I'll admit, I think a lot of analyst reports are a big yawn. A recent one from Forrester, Customer Service: A Keystone Of Your Corporate Revenue Strategy (pdf), exceeds those expectations. (Although they can't help but fall into the tidy-explanation-of-why-some-companies-fail trap.)*
The report by Natalie Petouhoff begins with "Despite the pressure to become a profit center, most organizations’ customer service and contact centers continue to miss the mark on becoming a strategic business partner and are not considered part of the corporate revenue strategy." She makes some strong points in identifying catalysts to make customer service an "executive-level duty," including:
"Evidence of a direct financial tie to revenue. Studies reveal that customer service and the contact center directly affect corporate revenue.... An Accenture study cites customer service and converting customer information into business intelligence as the business improvement initiatives that produce the highest impact on a company’s financial success. For example, a typical $1 billion business could add $40 million in profit by increasing its customer-facing capabilities by 10%. According to... the American Customer Satisfaction Index, a company’s stock price is related** to customer satisfaction. This means that executive decisions that erode customer service are eroding corporate profitability."

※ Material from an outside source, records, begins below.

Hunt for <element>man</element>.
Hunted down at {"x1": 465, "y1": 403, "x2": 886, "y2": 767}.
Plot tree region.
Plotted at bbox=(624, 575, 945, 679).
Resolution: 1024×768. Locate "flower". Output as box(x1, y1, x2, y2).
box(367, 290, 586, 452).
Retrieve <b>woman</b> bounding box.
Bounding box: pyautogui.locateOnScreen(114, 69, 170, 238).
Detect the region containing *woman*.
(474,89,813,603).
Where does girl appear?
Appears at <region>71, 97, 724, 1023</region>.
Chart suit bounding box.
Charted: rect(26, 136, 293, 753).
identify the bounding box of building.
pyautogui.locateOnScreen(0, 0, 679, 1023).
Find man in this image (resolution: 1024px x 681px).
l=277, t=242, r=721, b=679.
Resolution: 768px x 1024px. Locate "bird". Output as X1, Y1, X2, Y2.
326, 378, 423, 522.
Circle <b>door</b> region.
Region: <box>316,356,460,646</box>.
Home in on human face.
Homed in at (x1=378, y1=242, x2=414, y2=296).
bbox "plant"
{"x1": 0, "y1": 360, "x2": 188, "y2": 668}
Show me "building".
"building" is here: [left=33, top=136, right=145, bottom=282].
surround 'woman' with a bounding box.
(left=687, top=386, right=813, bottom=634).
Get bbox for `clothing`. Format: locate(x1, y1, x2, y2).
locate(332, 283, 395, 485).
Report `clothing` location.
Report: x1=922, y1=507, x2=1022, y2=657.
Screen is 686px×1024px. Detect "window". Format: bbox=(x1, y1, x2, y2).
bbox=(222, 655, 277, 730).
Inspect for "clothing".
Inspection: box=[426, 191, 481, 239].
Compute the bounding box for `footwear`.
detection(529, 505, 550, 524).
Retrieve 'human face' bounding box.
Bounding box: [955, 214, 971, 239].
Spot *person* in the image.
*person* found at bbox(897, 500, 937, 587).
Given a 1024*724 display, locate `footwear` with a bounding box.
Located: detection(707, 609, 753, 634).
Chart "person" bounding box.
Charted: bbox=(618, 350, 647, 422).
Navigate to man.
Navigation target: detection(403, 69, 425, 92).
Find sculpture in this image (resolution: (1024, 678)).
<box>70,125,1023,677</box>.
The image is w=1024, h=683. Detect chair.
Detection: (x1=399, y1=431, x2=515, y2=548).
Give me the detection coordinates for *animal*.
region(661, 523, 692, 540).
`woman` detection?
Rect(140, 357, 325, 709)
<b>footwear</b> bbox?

The report is primarily a survey of relevant research, so if you're digging for evidence on this topic, your job just got a whole lot easier. Among the references (pdf) are these:
Good point. Another catalyst is "Direct executive accountability for large expenditures. With the SEC now requiring extensive documentation for executive pay-for-performance shareholder reports, never before have executive compensation decisions been so tightly linked to the decisions they make.... And because results in customer service and contact centers are so easily measured, a well-executed (or poorly executed) strategy can provide excellent SEC report material."
Ahem. Here are my footnotes:
*Figure 3 of the Forrester report, "Continued Poor Executive Leadership Is Responsible For Low Corporate Success Rates," is where they fall into the analyst/consultant trap of identifying why one company failed when others did not. While there is plenty of good stuff in analyses such as this, and lessons to be learned, I think we all know it's not as simple as listing a laundry list of root causes: The evidence is just too fuzzy. I believe the best refutation of the "Let Me Tell You Why" impulse is The Halo Effect. If you haven't read it yet, you should.
**Saying share price is "related" to customer satisfaction doesn't tell us much. I've seen evidence showing that nothing but free cash flow (FCF) truly correlates to stock price -- but arrgh, I can't find the citation right now. I'll keep looking.
Want to know more? Forrester provides a download of their report here (pdf) at no cost.
Tracy-
Evidence Soup is fascinating. I'm not sure I understand it all, but I am intrigued -- and always nicely surprised at the many dimensions of you.